I did give them some problems with denominators of 3 and 7 and the few who did decimals ended up rounding and then converting their decimal answer to a fraction. We talked about why their answer was just a little bit different than those who kept the fractions.

WEDNESDAY – MATH FROM PRE-K TO SENIORS

Not sure if I mentioned it in this blog yet but I’m the new Math Dept head at my school 🙂 I’m glad to have the position. The math department, while has been in flux this year, is really strong. There’s four of us altogether and two guys are new this year. Both doing great work in the classroom and I’ve been hearing positive things from students in both their classes.

Part of the new responsibilities include representing the math department at the middle/high school level at various school events. I got to go down to the elementary school for a session for parents on what math looks like from pre-k to seniors in high school at Headwaters. Montessori math seems to be really excellent for seeing math visually. Would love to get more manipulatives at the middle school level. Being there also made me glad to be in middle school; remembering the days of having to prepare 5 hrs of lesson plans a day, having about 45 min off, working with the same kids all day. I like the variety of having 4 classes a day that meet every other day. So much less stressful for me.

THURSDAY – AUCTION

We had our second auction. They already are running super smooth and students can conduct the entire auction without my assistance and all items get paid for, no one is over bidding, and no one is trying sabotage or troll others by just trying to jack the price up.

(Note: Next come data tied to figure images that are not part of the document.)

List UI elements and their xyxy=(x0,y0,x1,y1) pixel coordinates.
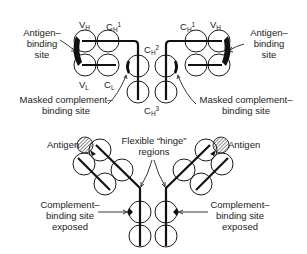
exposed-site-label-right: Complement– binding site exposed xyxy=(208,199,272,232)
label-ch1-right: CH1 xyxy=(180,19,195,35)
antigen-binding-label-right: Antigen– binding site xyxy=(240,27,298,60)
hinge-label: Flexible “hinge” regions xyxy=(112,135,196,157)
heavy-chain-right-top xyxy=(166,41,222,100)
masked-site-label-left: Masked complement– binding site xyxy=(12,94,120,116)
antigen-label-right: Antigen xyxy=(228,139,260,150)
top-fc xyxy=(127,55,177,103)
label-ch3: CH3 xyxy=(144,103,159,119)
top-right-fab xyxy=(185,30,230,76)
label-vh-right: VH xyxy=(210,19,221,33)
label-cl-left: CL xyxy=(104,79,115,93)
exposed-site-label-left: Complement– binding site exposed xyxy=(38,199,102,232)
label-ch2: CH2 xyxy=(144,42,159,58)
antigen-binding-label-left: Antigen– binding site xyxy=(14,27,70,60)
masked-complement-site-left-icon xyxy=(126,60,130,74)
label-vh-left: VH xyxy=(79,19,90,33)
bottom-fc xyxy=(129,201,177,247)
masked-complement-site-right-icon xyxy=(174,60,178,74)
label-ch1-left: CH1 xyxy=(106,19,121,35)
top-left-fab xyxy=(74,30,119,76)
label-vl-left: VL xyxy=(79,79,89,93)
masked-site-label-right: Masked complement– binding site xyxy=(192,94,300,116)
antigen-label-left: Antigen xyxy=(47,139,79,150)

FRIDAY – FLIPPED CLASS / ADVISORY LUNCH / SUMO BOTS / DRONES

In my 6th grade math classes, I had students watch & take notes on a video I made a few years ago on the divisibility rules (any even number is divisible by 2, any number ending in 5 or 0 is divisible by 5, etc) for the numbers 1-10 for homework. Just about everyone did it in one of the classes so they were all able to work on the assignment, we were able to discuss it, and most had no homework for the weekend. Nearly no one completed the video and notes in the other class so much of their time was spent watching the video and taking notes while I worked with some of those who did complete it but needed help on the assignment. Most still had homework to complete for the weekend. Totally different vibes from both classes; one class really seems to buy into all that I present them with, the other seems to have a lack of focus as a whole. The class that struggles a bit more is much smaller as well; I guess numbers aren’t everything. I’ve been trying to keep them going at the same pace but I may have to slow it down a bit for the class that needs that.

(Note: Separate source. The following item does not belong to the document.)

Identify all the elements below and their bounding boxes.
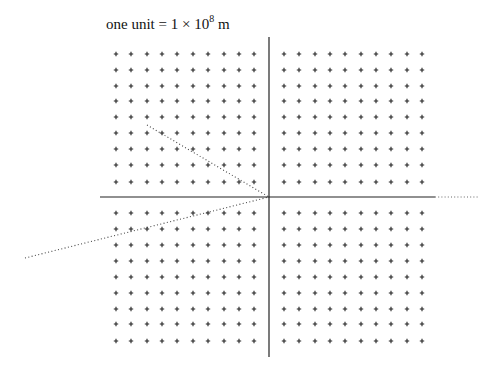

We had our first advisory lunch this week. It’s so funny that at that age leaving campus to have lunch with your advisory is pretty much the most amazing thing that can happen to you all week. It’s novel and you get to leave campus. Everyone seemed to enjoy themselves. Plan on doing more this year. I think we only did three all last year. Perhaps we’ll shoot for four or five this year. It’s not a huge hassle to set up as many places are walking distance and there’s a van I can use if we want to go somewhere else.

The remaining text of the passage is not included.